Everseal brought proceedings against DMS on 27 November 2013 for alleged infringements of its patent for a mailer with self-adhesive closure (UK Patent No. 2,340,073), which was registered by Jonathan Horler in February 2000 but later assigned to Everseal.
The patent, the application for which was filed in July 1998, concerned a "new and useful business form or mailer...which uses, as the or each adhesive region, a non-tacky layer of a dry self-sealing contact adhesive which self-seals irreversibly...under finger pressure".
Other types of adhesive used at the time were either tacky in nature and incorporated a strip of material covering the adhesive layer ('peel-and-stick' mailers), required water-activation ('lick-and-stick' mailers), or used a contact adhesive that required a high-pressure sealing machine or a high-temperature sealer to seal the mail in its closed form.
Everseal had previously won a legal action brought against it by Mastermailer in December 2011, in which Mastermailer sought a declaration that a mailer supplied to it by DMS did not infringe Everseal's patent, and a subsequent claim for revocation of the same patent.
In its legal action against DMS, Everseal alleged infringement of its patent by three DMS products including the mailer from the Mastermail case (supplies of which had stopped in June 2013) and two additional mailer products manufactured and sold directly by DMS.
DMS successfully counterclaimed for revocation of the patent on the grounds of lack of novelty and lack of inventive step.
His Honour Judge Hacon ruled that the original mailer would have infringed part of the patent, were the patent valid.
However, the patent was ruled invalid on two grounds: for lack of novelty over the V-fold Readymade Mailer, which was manufactured by Moore Paragon, distributed in the UK by Laser Business Forms and sold in the UK by Viking Direct for a three-month period in 1995; and for lack of inventive step over two US patents (Fatlin and Johnsen).
Neither of DMS's additional mailers (developed following the Mastermailer judgement) were judged to have infringed the patent, were it to be valid.
Ray George, managing director of DMS, said: "We were accused of infringing [Everseal's] hand seal patent and it was ruled by the Judge that our Masterseal and Easiseal forms did not infringe the Everseal patent.
"We were also successful in our court action in proving that the Everseal patent was invalid. This means that we are now able to supply our hand seal forms to our customers without any further legal challenges from Everseal Stationery Products."
It is not known whether Everseal will appeal the ruling.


Exercise goal: Quote word for word the lines starting at the line with "This screenshot has height=583, width=1312." and ending at the final line of the entries. Leave out any pictures.

Saved data entries:
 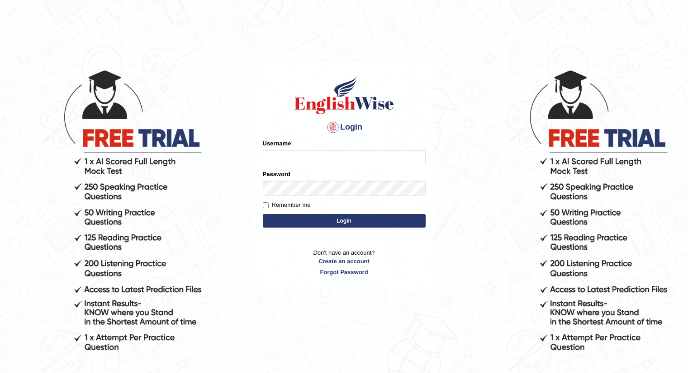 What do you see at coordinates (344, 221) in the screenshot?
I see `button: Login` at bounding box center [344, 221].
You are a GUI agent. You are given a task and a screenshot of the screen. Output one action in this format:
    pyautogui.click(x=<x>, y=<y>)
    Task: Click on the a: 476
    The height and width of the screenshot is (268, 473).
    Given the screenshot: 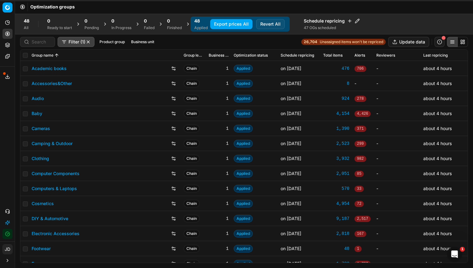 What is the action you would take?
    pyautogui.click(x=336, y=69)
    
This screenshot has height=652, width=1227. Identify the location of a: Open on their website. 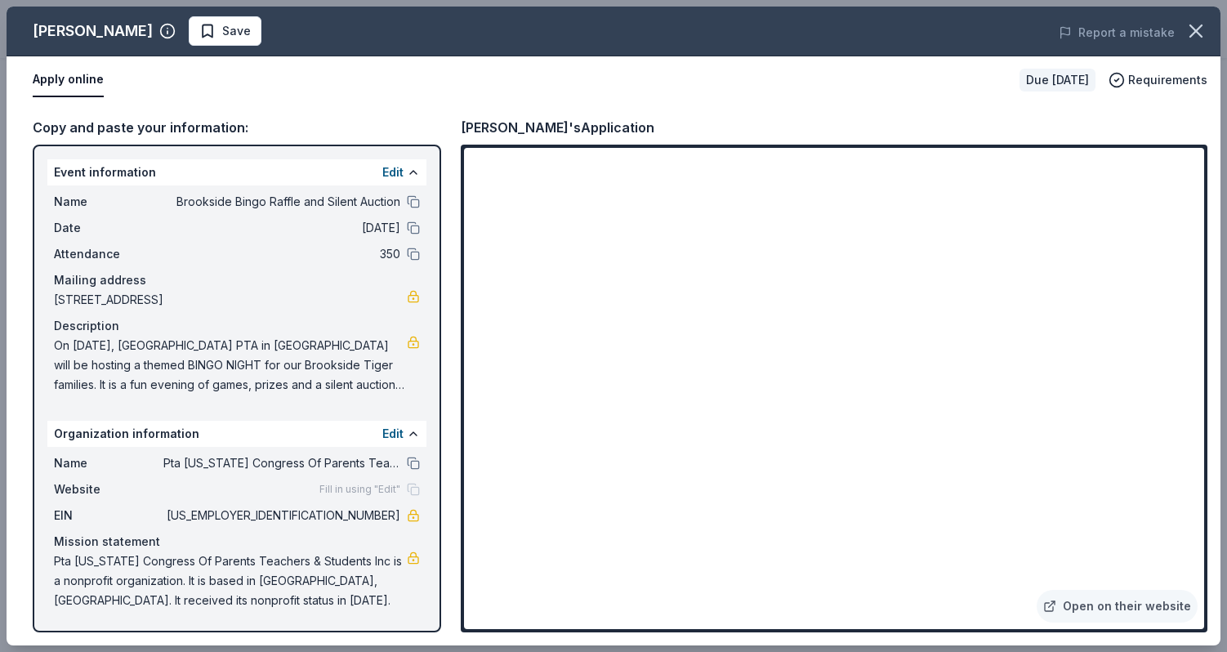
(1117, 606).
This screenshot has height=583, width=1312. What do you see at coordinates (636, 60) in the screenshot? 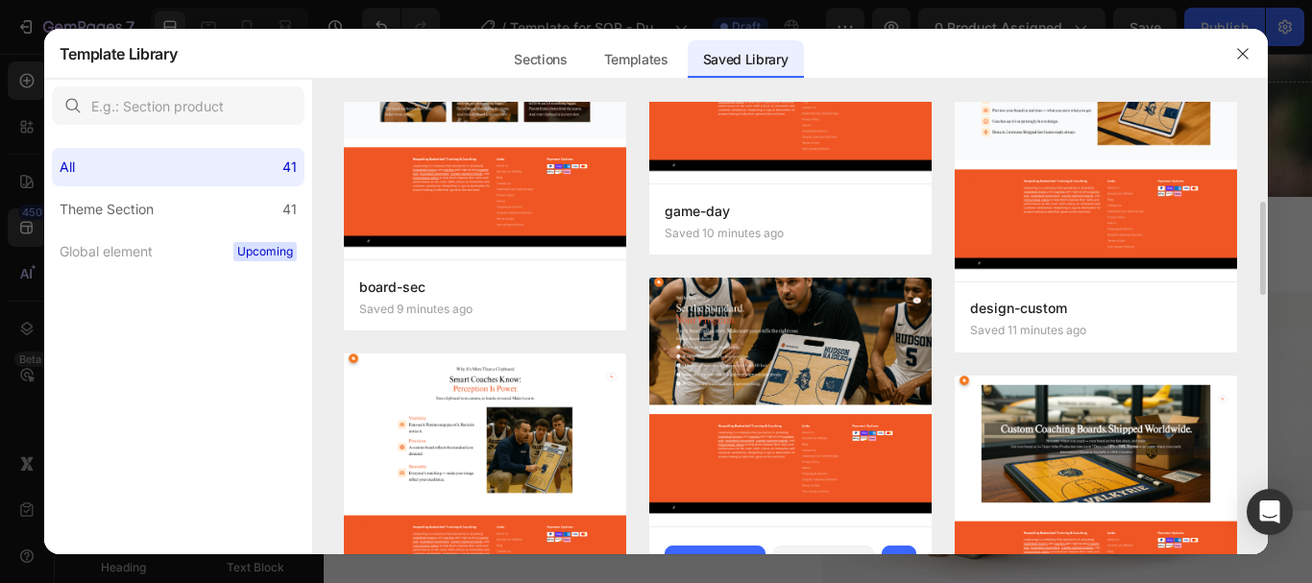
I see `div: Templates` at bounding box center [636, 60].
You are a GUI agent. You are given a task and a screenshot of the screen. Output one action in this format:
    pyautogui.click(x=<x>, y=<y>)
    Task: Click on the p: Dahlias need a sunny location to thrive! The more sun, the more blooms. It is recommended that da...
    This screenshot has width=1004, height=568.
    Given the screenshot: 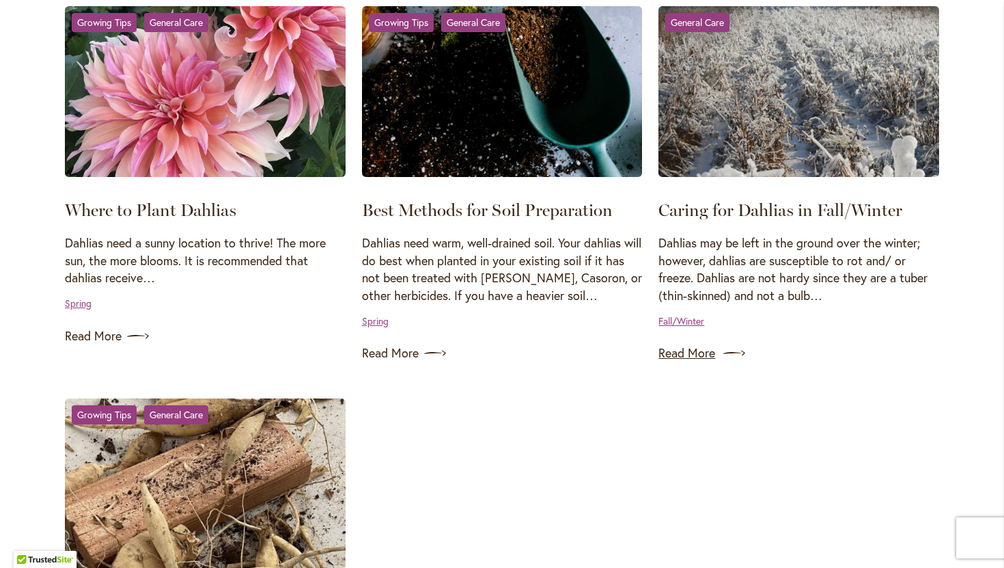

Result of this task:
This screenshot has height=583, width=1312. What do you see at coordinates (636, 60) in the screenshot? 
I see `div: Templates` at bounding box center [636, 60].
You are a GUI agent. You are given a task and a screenshot of the screen. Output one action in this format:
    pyautogui.click(x=<x>, y=<y>)
    Task: Click on the p: Dahlias need a sunny location to thrive! The more sun, the more blooms. It is recommended that da...
    This screenshot has width=1004, height=568.
    Given the screenshot: 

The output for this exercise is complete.